What: First and foremost, an Art book done in comicbook form, about the medium called Comics. The author explores the full range of the medium, going from its very definition as “sequential art”, passing through its evolution throughout History (not just comics per se but from Hieroglyphs to Impressionism, etc), and an in-depth examination of all of its structural elements.
Comments: Whoa, brainy book alert! This one blows you away, because you’ve read comic books for your entire life, for more than twenty years, so you pretty much think you’ve gotten a good handle on thing, what they mean and how they’re done… and all of a sudden it’s like this guy basically comes up to you and says, “I’ll tap into the full potential of comics as an Art form, and I’ll do it in a way that will make even the harshest critic respect the medium”… and… he… delivers... it!
Kind of like Hiroshima was to WWII, really: You never see it coming and makes you look at things (comics and Art per se) under a whole different perspective.
It’s kind of funny because I’ve waited more than ten years to read this book because well, because I’m such a d*ckhead and I thought the guy was a bl*whard… How wrong I was.

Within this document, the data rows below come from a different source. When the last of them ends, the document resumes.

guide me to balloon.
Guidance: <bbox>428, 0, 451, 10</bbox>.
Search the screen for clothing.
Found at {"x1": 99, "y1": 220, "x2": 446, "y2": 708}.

Title: The Rules of Attraction
Author: Bret Easton Ellis <-quickly becoming my favorite author of all time!
Year: 1987
Publisher: Don’t care.
What: Said to be the “death of romance”, it’s a story made of fragments of narration by each of the book’s main characters (two guys and a girl) plus the supporting cast, as they spend a term in a small East Coast College during the mid-1980s having meaningless, drunken sex with each other, doing drugs, going to parties, etc. It’s a cynical portrayal of a materialistic society that has let go of all its moral qualms or search for inner, deeper meaning on things, self-consciously trading outdated values for a me-centered, instant-gratification culture typical of the late 20th century (to this day, baby!), times a hundred, and yet it is chillingly realistic.
Also, characters from Ellis’ other books make an appearance (Clay, from Less Than Zero), and so does American Psycho’s Patrick Bateman in his very first appearance! (Patrick is the older brother to Sean, one of the main characters of The Rules…)
It was made into a terrific (but very toned-down!) movie in 2002 starring James Van Der Beek (yes, “Dawson”) and Shannyn Sossamon.
Comments No plot description will do this book justice; it is probably the best book I’ve read this year and mind you, if you remember past posts I did say the same thing of Ellis’ other works.
Characterization is nothing short of fantastic; you’d swear he’s writing about real people and you get the feeling those characters actually exist out there in the real world somewhere…
Look, trust me on this one and read the damn book, willya?!